Pro-democracy advocates are heaping praise on Democratic presidential candidates Andrew Yang and Sen. Bernie Sanders (I-Vt.) over their “transformative” campaign finance reform pledges.
In an exclusive to Law&Crime, the non-profit and non-partisan group Fix Democracy First provided a pre-New Hampshire primary update on where each of the remaining 2020 contenders stand on what they call the “critical question of democratic reform.”
An umbrella organization comprised of other, smaller advocacy groups like Equal Citizens, End Citizens United and Represent.Us, Fix Democracy First issued its “Reformers Report” in an effort to peg each of the candidates on their preferred replacement for the current big-money-based campaign finance system, which is shaped largely by the controversial U.S. Supreme Court’s Citizens United ruling.
In 2010, the nation’s partisan Supreme Court issued its decision in Citizens United v. F.E.C., a 5-4 ruling which eviscerated most of the Bipartisan Campaign Reform Act of 2002. That Act was watershed series of bipartisan campaign finance reforms previously known as the McCain-Feingold returms (after Senators John McCain (R-Ariz.) and Russell Feingold (D-Wisc.)), the once-celebrated package’s main authors.
The analysis used by the conservative judges was novel but logically based on the concept of corporate personhood — a suite of rights and legal fictions once seriously opposed by President Abraham Lincoln.
The Supreme Court’s conservative majority decision held: (1) the government cannot restrict the speech of state-created entities like corporations and non-profits or state-sanctioned entities like unions; (2) that spending money is a form of protected speech that cannot be restricted wholesale; and — therefore — (3) the government cannot seriously bar political spending by third-party organizations.
Democrats have long since railed against the political fundraising and spending system where small cliques of loosely-affiliate millionaires and billionaires exert enormous power over United States democracy. To that end, each of the still-running Democratic Party candidates for president — except for former vice president Joe Biden — “have promised to makde fundamental reform a priority in their administration,” according to Fix Democracy First.
Harvard Law Professor Larry Lessig praised the candidates all around for their “significant commitments.”
“Following in the footsteps of the passage of the House of Representatives’ transformational ‘For the People Act‘ the platforms that these candidates have endorsed include fundamental reform of practically every broken part of our democracy,” Lessig said.
End Citizens United spokesperson Tiffany Muller said that each candidate supports “some combination of automatic voter registration, the restoration of the Voting Rights Act,” and other “critical reforms” like ending partisan gerrymandering. Additionally, every Democrat on the ticket except Michael Bloomberg supports a constitutional amendment that would reverse Citizens United.
Where Sanders and Yang stand out, however, is in their support for so-called “democracy dollars,” a system where every U.S. voter receives vouchers which would be used to help candidates support their campaigns in lieu of traditional campaign fundraising.
“Bernie Sanders endorsed vouchers,” Lessig noted, and “Andrew Yang first proposed $100 for them back in April” during a town hall sponsored by the group last year.
“This is the most transformative reform among any now being discussed for changing the way campaigns are funded,” Lessig said
Equal Citizens Executive Director Jason Harrow offered extended praise to the two firebrand candidates in comments to Law&Crime.
“Bernie Sanders and Andrew Yang have made history by supporting democracy dollars, which are vouchers that would be given to each citizen to donate to whatever candidate they choose,” he said via email. “This would revolutionize campaigning and fundraising.”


■ PROBLEM TO SOLVE
Whenever a line in the entries below contains the string "Call", copy that line.

[INPUT DATA Boundary: Start]

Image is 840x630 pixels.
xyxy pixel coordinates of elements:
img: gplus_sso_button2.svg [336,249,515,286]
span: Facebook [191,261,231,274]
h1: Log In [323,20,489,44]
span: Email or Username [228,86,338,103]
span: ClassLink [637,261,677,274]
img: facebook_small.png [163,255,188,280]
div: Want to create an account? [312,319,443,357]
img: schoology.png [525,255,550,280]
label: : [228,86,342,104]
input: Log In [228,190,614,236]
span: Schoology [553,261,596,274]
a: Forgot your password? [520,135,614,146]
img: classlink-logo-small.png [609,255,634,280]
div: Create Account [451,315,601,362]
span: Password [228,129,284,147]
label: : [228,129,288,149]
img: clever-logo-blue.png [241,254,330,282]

[INPUT DATA Boundary: End]
[INPUT DATA Boundary: Start]

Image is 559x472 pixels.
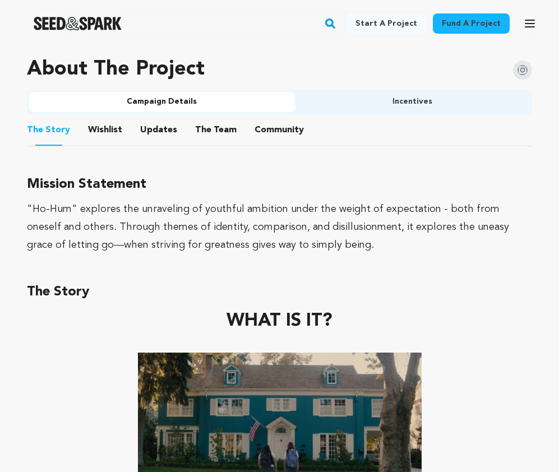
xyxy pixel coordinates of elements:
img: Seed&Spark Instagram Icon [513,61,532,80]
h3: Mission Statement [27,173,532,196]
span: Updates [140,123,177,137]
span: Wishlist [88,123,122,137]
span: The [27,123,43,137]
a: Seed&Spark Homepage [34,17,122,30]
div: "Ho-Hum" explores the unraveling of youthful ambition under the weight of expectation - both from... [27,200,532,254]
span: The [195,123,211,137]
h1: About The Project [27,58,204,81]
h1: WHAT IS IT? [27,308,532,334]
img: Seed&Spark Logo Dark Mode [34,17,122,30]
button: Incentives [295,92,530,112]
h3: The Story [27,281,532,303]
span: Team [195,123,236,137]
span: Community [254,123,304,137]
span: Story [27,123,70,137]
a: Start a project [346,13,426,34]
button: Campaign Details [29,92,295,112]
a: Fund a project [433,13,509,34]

[INPUT DATA Boundary: End]
[INPUT DATA Boundary: Start]

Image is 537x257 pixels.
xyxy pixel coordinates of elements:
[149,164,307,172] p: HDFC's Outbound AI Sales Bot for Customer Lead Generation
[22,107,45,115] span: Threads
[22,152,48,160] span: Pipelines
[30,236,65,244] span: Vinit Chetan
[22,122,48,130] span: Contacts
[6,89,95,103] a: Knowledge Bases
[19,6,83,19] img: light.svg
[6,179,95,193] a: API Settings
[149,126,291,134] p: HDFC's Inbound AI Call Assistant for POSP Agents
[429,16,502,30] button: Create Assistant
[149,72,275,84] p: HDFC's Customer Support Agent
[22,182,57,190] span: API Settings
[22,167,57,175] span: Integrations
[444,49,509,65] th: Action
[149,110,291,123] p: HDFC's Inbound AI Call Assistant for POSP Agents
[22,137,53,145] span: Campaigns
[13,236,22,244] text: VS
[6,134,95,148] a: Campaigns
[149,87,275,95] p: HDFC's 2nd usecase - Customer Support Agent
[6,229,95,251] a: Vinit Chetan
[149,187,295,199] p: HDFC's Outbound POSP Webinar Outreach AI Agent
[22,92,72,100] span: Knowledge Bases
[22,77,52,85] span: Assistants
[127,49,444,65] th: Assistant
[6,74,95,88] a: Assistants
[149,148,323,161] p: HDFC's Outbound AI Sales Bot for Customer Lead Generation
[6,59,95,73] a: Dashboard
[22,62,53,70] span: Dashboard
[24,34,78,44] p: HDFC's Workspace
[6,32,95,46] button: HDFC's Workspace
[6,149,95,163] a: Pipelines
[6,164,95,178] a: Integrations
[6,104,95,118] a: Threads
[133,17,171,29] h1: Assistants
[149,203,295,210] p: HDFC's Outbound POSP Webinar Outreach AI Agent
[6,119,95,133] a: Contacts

[INPUT DATA Boundary: End]

■ EXPECTED OUTPUT
[149,126,291,134] p: HDFC's Inbound AI Call Assistant for POSP Agents
[149,110,291,123] p: HDFC's Inbound AI Call Assistant for POSP Agents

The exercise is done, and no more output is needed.